The Remington 700 has always been easy to set up with optics, bases, rings, and hunting scopes. Because the rifle was so common, support for mounts and accessories became almost automatic. That made ownership easier.
A rifle can be accurate and still annoy people if mounting options are limited or weird. The 700 avoided that problem. Shooters could find bases almost anywhere, set up a normal hunting scope, and be ready for the season without making the rifle a project. That kind of practicality helped it stay popular.
14. Newer Rifles Still Get Compared to It

A good sign that a rifle never really left is when every new bolt gun gets measured against it. For decades, the Remington 700 has been one of those reference points. Trigger feel, stock design, action smoothness, accuracy, price, aftermarket support, and scope mounting all get compared to the old standard.

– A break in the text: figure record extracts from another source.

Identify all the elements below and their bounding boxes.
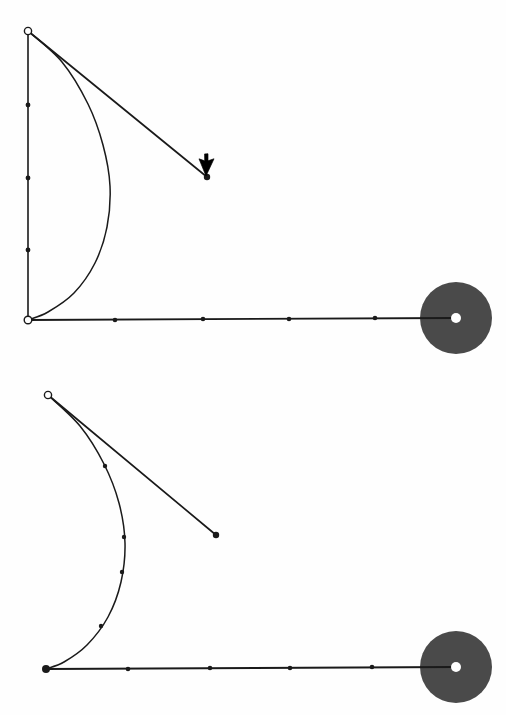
horizontal-member-tick: [208, 666, 213, 671]
ground-anchor-node: [24, 316, 32, 324]
curve-tick: [103, 464, 107, 468]
diagram-canvas: [0, 0, 506, 715]
pivot-node: [44, 391, 51, 398]
lower-panel: [42, 391, 492, 703]
hub-center-dot: [451, 662, 461, 672]
horizontal-member-tick: [287, 317, 292, 322]
deflected-beam-curve: [28, 31, 110, 320]
horizontal-member-tick: [288, 666, 293, 671]
rigid-member: [48, 395, 216, 535]
curve-tick: [99, 624, 103, 628]
rigid-member: [28, 31, 207, 177]
mouse-cursor[interactable]: [194, 151, 215, 176]
horizontal-member-tick: [201, 317, 206, 322]
deflected-beam-curve: [46, 395, 125, 669]
cursor-arrow-icon: [194, 151, 215, 176]
pendulum-diagram-figure: [0, 0, 506, 715]
hub-center-dot: [451, 313, 461, 323]
horizontal-member: [28, 318, 456, 320]
rigid-member-endpoint: [204, 174, 210, 180]
curve-tick: [120, 570, 124, 574]
curve-tick: [122, 535, 126, 539]
horizontal-member-tick: [113, 318, 118, 323]
upper-panel: [24, 27, 492, 354]
horizontal-member-tick: [370, 665, 375, 670]
horizontal-member-tick: [373, 316, 378, 321]
vertical-member-tick: [26, 103, 31, 108]
horizontal-member-tick: [126, 667, 131, 672]
vertical-member-tick: [26, 176, 31, 181]
ground-anchor-node: [42, 665, 50, 673]
horizontal-member: [46, 667, 456, 669]
vertical-member-tick: [26, 248, 31, 253]
pivot-node: [24, 27, 31, 34]
rigid-member-endpoint: [213, 532, 219, 538]
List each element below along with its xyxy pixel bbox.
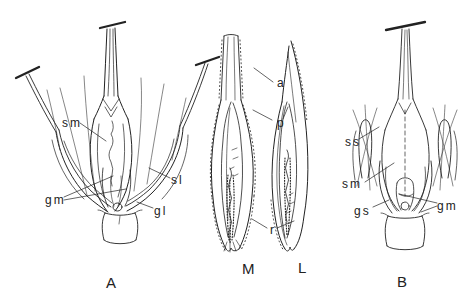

That comparison keeps the rifle relevant, even when the newer gun wins. The 700 became part of the language shooters use to judge bolt actions. Once a platform reaches that level, it does not disappear quietly. It becomes the yardstick.
15. The Platform Still Has Real Use Left

The Remington 700 never really went away because it still works. A good one can still hunt, shoot groups, anchor a custom build, ride in a truck, sit in a deer stand, or teach someone how to run a bolt gun. That is the part people sometimes overcomplicate.
The rifle has flaws, and not every example deserves praise. But the core platform earned its place through decades of use. New rifles may be slicker, cheaper, lighter, or better equipped from the factory, but the 700 still has enough accuracy, support, history, and usefulness to keep shooters coming back.